Science
Related: About this forumBig Bang? We don't need no stinkin' Big Bang!
From http://phys.org/news/2015-02-big-quantum-equation-universe.html
The widely accepted age of the universe, as estimated by general relativity, is 13.8 billion years. In the beginning, everything in existence is thought to have occupied a single infinitely dense point, or singularity. Only after this point began to expand in a "Big Bang" did the universe officially begin.
...SNIP...
Ali and coauthor Saurya Das at the University of Lethbridge in Alberta, Canada, have shown in a paper published in Physics Letters B that the Big Bang singularity can be resolved by their new model in which the universe has no beginning and no end.
More at the link above.
TreasonousBastard
(43,049 posts)while I don't fully understand general relativity, I've always had a nagging question.
What was there before the beginning? Really now-- if the entire cosmos disappeared tomorrow, what would fill that vacuum? And how would it do it?
What is "nothing"? What would be here if there was no universe?
The only answer that fits into our simple brains would be some sort of multidimensional cycling. not a good answer, but pretty much as good as we can do.
longship
(40,416 posts)He responded: "because nothing is unstable."
So it might make no sense to ask "what happened before the Big Bang?"
That's the best explanation I have heard. And I know that these answers are not very satisfactory.
TreasonousBastard
(43,049 posts)So why didn't Feinman just say "I don't know."
Because he didn't know, but wouldn't admit it, so he goes off on philosophical bullshit.
longship
(40,416 posts)Also, he was making a humorous quip, which he was want to do.
He also is famous for saying that he is not afraid of saying he does not know.
I think he was just being humorous. It is a clever pun, after all.
Plus, Heisenberg pretty clearly states that nothing IS unstable, so there is nothing philosophical about such a statement.
Delta E * Delta t >= h-bar
But, who knows?
Vincardog
(20,234 posts)rogerashton
(3,920 posts)Silent3
(15,219 posts)...just whether it started with a singularity or not -- something that scientists have long been suspicious or puzzled about anyway, since the math breaks down at that point.
We've still got plenty of evidence the entirety of the whole known universe came rushing out of an incredibly tiny, hot, dense, energetic space. I'd say that counts as a Big Bang no matter how you have to rewrite the story of the first few picoseconds.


**Action item:** Give only the number of lines in the following entries where "pixels" appears.

**Page and application data records:**
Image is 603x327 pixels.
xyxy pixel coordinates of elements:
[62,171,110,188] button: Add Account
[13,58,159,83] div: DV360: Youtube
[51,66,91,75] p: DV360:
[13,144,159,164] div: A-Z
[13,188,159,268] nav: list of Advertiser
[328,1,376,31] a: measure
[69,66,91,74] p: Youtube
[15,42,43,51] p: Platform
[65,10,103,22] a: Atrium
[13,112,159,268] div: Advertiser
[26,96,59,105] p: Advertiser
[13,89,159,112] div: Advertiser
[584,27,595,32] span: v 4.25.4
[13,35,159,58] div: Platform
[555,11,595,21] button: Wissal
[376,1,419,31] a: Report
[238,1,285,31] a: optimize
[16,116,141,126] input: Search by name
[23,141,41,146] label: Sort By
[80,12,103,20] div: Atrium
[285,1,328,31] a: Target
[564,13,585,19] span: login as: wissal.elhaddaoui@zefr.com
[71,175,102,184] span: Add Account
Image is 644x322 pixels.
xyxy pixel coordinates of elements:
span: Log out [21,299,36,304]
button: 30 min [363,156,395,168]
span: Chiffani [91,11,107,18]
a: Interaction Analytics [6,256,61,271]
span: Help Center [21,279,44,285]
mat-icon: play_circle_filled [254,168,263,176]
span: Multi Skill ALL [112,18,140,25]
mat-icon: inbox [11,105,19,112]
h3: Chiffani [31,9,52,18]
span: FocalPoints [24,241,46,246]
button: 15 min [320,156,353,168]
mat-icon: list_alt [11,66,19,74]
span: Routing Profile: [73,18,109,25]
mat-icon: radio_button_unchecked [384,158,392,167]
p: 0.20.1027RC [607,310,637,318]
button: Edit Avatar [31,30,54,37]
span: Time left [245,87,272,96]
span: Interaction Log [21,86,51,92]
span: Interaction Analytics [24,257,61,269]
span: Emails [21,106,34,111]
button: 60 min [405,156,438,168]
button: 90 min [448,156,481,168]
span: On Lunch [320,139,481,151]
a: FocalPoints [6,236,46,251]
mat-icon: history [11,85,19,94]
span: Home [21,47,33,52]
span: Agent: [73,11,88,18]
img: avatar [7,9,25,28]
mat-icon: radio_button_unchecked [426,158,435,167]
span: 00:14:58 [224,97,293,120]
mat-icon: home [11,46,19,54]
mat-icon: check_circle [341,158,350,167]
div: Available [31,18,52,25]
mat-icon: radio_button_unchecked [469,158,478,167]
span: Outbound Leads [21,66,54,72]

---

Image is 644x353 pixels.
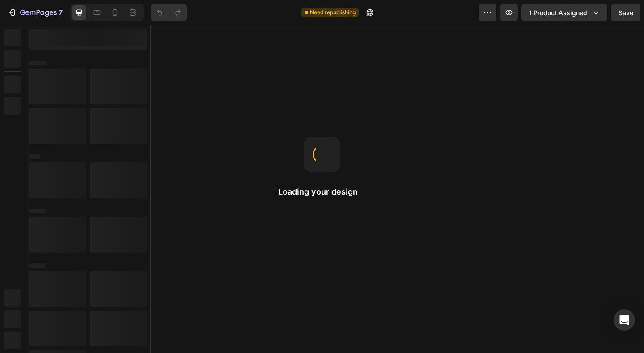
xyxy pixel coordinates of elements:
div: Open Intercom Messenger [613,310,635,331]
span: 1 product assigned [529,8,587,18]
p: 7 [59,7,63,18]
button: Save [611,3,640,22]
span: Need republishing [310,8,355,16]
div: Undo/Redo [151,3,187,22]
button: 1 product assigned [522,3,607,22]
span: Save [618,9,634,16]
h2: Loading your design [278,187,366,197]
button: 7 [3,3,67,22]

...

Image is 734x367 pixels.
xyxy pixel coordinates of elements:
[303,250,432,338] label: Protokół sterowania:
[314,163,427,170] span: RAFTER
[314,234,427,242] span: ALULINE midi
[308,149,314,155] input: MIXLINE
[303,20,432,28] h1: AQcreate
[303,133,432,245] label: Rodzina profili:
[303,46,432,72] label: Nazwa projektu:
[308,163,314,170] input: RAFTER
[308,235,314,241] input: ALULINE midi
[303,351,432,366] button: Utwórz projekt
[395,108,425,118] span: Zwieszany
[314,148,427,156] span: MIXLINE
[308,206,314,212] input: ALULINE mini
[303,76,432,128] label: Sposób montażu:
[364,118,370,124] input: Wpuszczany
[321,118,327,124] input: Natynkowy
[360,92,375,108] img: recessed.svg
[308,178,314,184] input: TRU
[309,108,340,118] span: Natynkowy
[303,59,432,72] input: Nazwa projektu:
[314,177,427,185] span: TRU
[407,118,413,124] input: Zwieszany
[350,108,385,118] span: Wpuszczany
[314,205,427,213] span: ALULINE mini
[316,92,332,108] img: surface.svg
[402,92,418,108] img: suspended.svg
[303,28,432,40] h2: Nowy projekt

**Answer space:** 4